Facebook’s parent company Meta has taken down a coordinated inauthentic behaviour (CIB) campaign designed to promote pro-Western narratives while denouncing Russia, China and Iran. The network is linked to individuals associated with the US military, Meta says, and was targeting countries in the Middle East and Central Asia. It follows similar campaigns perpetrated by Russia and China being removed from the platform as geopolitical tensions ramp up.
As part of its Third Quarter Adversarial Threat Report, the company announced it had taken down the network, based in the US, designed to spread pro-Western messages to Afghanistan, Algeria, Iran, Iraq, Kazakhstan, Kyrgyzstan, Russia, Somalia, Syria, Tajikistan, Uzbekistan and Yemen.
Facebook propaganda campaign’s US military links
The campaign appeared to contravene Meta’s guidelines on CIB. “We’re constantly working to find and stop coordinated campaigns that seek to manipulate public debate across our apps,” the company says on its website.
The social media giant removed 39 Facebook accounts, 16 Facebook pages, two groups and 26 Instagram accounts for violating its policy on CIB. “The operation ran across many internet services including Twitter, YouTube, Telegram and [Russian social media platforms] VKontakte and Odnoklassniki,” reads the report. Several clusters of fake accounts across all these platforms.
The campaign was designed to portray the actions of the US and its allies in a positive light while denouncing countries including China, Russia and Iran.
Despite its size, the CIB campaign did not appear to be successful. “The majority of this operation’s posts had little to no engagement from authentic communities,” reads the report. The people behind this operation had attempted to conceal their identities but Meta’s investigation “found links to individuals associated with the US military,” it states.
Meta shared its research with Stanford digital repository, which also released a reportono the CIB campaign. “These campaigns consistently advanced narratives promoting the interests of the United States and its allies while opposing countries including Russia, China and Iran. The accounts heavily criticised Russia in particular for the deaths of innocent civilians and other atrocities its soldiers committed in pursuit of the Kremlin’s ‘imperial ambitions’ following its invasion of Ukraine in February this year,” states the Stanford report.
The accounts shared news articles from US government-funded websites like Voice of America and Radio Free Europe, as well as links to the US military. “A portion of the activity also promoted anti-extremist messaging,” reads the report.
Chinese and Russian CIB operations
The US is far from the only country pumping out this kind of misinformation online, as Meta also took down similar campaigns emanating from Russia and China in the last quarter.
The Russian operation, exposed in September, targeted Germany primarily, followed by the UK, France, Italy and Ukraine, focussing on spreading a pro-Russian message about its war with Ukraine. Beginning in May of this year, the campaign centred around impersonating over 60 legitimate news sites in Europe, including The Guardian and Germain titles Der Spiegel and Bild.
“There, they would post original articles that criticised Ukraine and Ukrainian refugees, supported Russia and argued that Western sanctions on Russia would backfire,” Meta said.
The Chinese campaign targeted the US, Czech Republic and, to a lesser extent, Chinese and French-speaking audiences around the world. It operated through Facebook, Instagram, Twitter and two Czech petition platforms.
The campaign appeared to target people in the US on both sides of the political spectrum ahead of America’s mid-term elections. “This was the first Chinese network we disrupted that focussed on US domestic politics ahead of the mid-term elections,” reads the second Meta report. The activity in the Czech Republic was primarily anti-government, criticising the state’s support of Ukraine in the war with Russia and its impact on the Czech economy, “using the criticism to caution against antagonising China”.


* EXERCISE DETAILS
If a line in the data below contains "pixels", copy it.

================

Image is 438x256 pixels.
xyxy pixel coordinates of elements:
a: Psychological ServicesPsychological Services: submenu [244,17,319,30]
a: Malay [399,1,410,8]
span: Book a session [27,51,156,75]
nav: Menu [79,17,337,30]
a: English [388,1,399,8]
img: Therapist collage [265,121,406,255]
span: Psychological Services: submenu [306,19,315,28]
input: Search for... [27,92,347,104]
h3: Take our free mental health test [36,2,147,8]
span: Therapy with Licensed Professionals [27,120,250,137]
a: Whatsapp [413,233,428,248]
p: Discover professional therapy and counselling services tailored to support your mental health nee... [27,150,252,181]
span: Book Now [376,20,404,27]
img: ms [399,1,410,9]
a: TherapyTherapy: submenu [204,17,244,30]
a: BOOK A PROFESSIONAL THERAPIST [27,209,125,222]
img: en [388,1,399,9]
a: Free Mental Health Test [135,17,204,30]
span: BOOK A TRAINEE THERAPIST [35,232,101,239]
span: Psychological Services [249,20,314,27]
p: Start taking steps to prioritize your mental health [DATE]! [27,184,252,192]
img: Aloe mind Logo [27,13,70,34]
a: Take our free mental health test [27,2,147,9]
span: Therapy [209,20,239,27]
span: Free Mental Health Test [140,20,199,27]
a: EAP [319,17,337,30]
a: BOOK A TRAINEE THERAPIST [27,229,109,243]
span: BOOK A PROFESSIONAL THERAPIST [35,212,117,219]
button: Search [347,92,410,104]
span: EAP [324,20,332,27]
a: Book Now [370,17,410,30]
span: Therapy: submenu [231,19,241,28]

================

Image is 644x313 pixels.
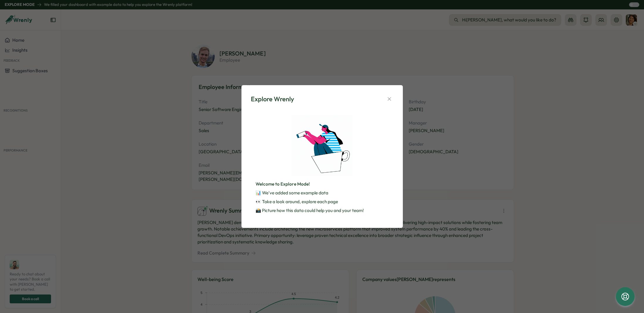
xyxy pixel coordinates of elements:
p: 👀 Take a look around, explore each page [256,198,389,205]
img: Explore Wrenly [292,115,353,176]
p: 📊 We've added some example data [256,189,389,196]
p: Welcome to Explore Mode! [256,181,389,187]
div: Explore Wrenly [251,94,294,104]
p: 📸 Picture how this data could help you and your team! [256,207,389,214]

================

* RESULT BELOW
Image is 438x256 pixels.
Image is 644x313 pixels.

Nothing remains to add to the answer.